The second Big Lie is global warming. It follows much the same pattern as the first. One pro-warming activist said in print recently, with unusual honesty, that "You have to believe in global warming. You have to believe that people caused it. You have to believe that governments should do something about it." Okay, there's one position. For the masses, that's the delusion. As a description of the will to power, that statement should ring as clearly as any Adolf Hitler wrote in Mein Kampf, and for the same reason.
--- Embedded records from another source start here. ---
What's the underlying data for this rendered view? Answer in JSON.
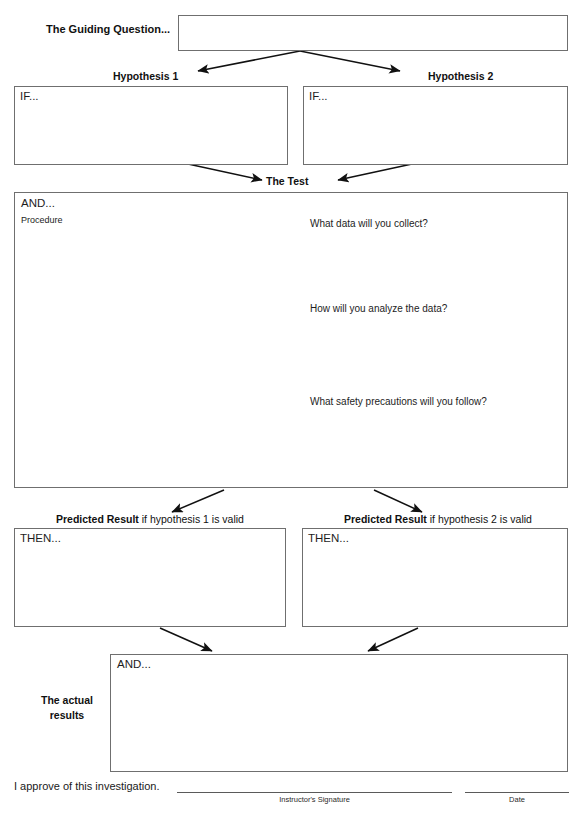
{
  "sheet": {
    "title": "Investigation Planning Worksheet"
  },
  "guiding": {
    "label": "The Guiding Question...",
    "box_placeholder": ""
  },
  "hypotheses": [
    {
      "heading": "Hypothesis 1",
      "field_tag": "IF..."
    },
    {
      "heading": "Hypothesis 2",
      "field_tag": "IF..."
    }
  ],
  "test": {
    "heading": "The Test",
    "field_tag": "AND...",
    "sub_tag": "Procedure",
    "prompts": [
      "What data will you collect?",
      "How will you analyze the data?",
      "What safety precautions will you follow?"
    ]
  },
  "predicted": [
    {
      "heading_bold": "Predicted Result",
      "heading_rest": " if hypothesis 1 is valid",
      "field_tag": "THEN..."
    },
    {
      "heading_bold": "Predicted Result",
      "heading_rest": " if hypothesis 2 is valid",
      "field_tag": "THEN..."
    }
  ],
  "actual": {
    "label_line1": "The actual",
    "label_line2": "results",
    "field_tag": "AND..."
  },
  "footer": {
    "approval_text": "I approve of this investigation.",
    "signature_caption": "Instructor's Signature",
    "date_caption": "Date"
  },
  "colors": {
    "ink": "#1a1a1a",
    "border": "#6f6f6f",
    "arrow": "#111111",
    "page": "#ffffff"
  }
}
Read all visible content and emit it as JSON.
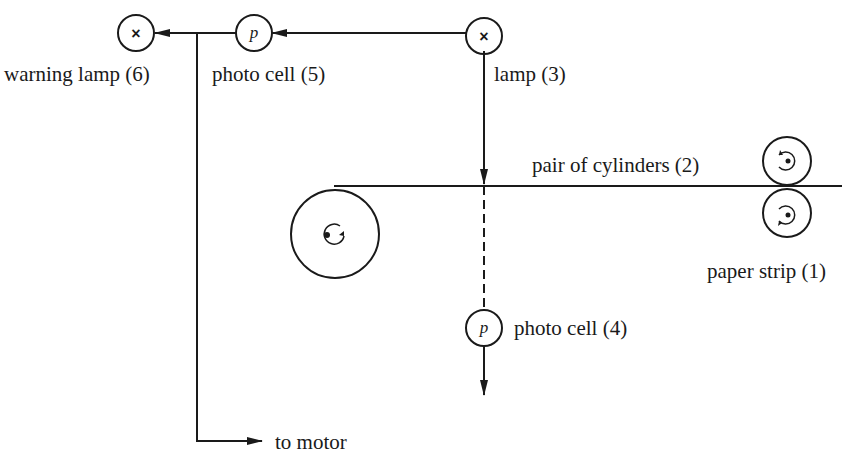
{
  "diagram": {
    "type": "paper strip control system",
    "components": {
      "warning_lamp": {
        "label": "warning lamp (6)",
        "symbol": "×"
      },
      "photo_cell_5": {
        "label": "photo cell (5)",
        "symbol": "p"
      },
      "lamp": {
        "label": "lamp (3)",
        "symbol": "×"
      },
      "cylinders": {
        "label": "pair of cylinders (2)"
      },
      "paper_strip": {
        "label": "paper strip (1)"
      },
      "photo_cell_4": {
        "label": "photo cell (4)",
        "symbol": "p"
      },
      "motor": {
        "label": "to motor"
      }
    },
    "colors": {
      "ink": "#1a1a1a",
      "background": "#ffffff"
    }
  }
}
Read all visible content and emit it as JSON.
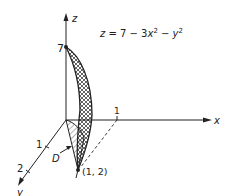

Here's the other. It doesn't play as well in the Okay to Be an Jerk fraternity, but here it is, from Richard Lindzen, a member of the National Academy of Sciences and a participant in the most recent and comprehensive study of global warming. He wrote in the Wall Street Journal: "Our primary conclusion was that despite some knowledge and agreement, the science is by no means settled. We are quite confident (1) that global mean temperature is about 0.5 degrees Celsius higher than it was a century ago; (2) that atmospheric levels of carbon dioxide have risen over the past two centuries; and (3) that carbon dioxide is a greenhouse gas whose increase is likely to warm the earth (one of many, the most important being water vapor and clouds). But--and I cannot stress this enough--we are not in a position to confidently attribute past climate change to carbon dioxide or to forecast what the climate will be in the future. That is to say, contrary to media impressions, agreement with the three basic statements tells us almost nothing relevant to policy discussions."

Mr. Lindzen's phrase "almost nothing" echoes what, to me, is the most important phrase in the Constitution, repeated frequently in that document: "Congress shall make no law…"

There is a reason why the big contemporary delusions all point toward more centralized government, more government control, and less freedom. We are not smarter or better educated or more enlightened than the people who founded this country - rather the opposite.

When it came to freedom, the founders were not nice guys at all. And neither should we be.

Lawrence Henry is a regular contributor to Enter Stage Right.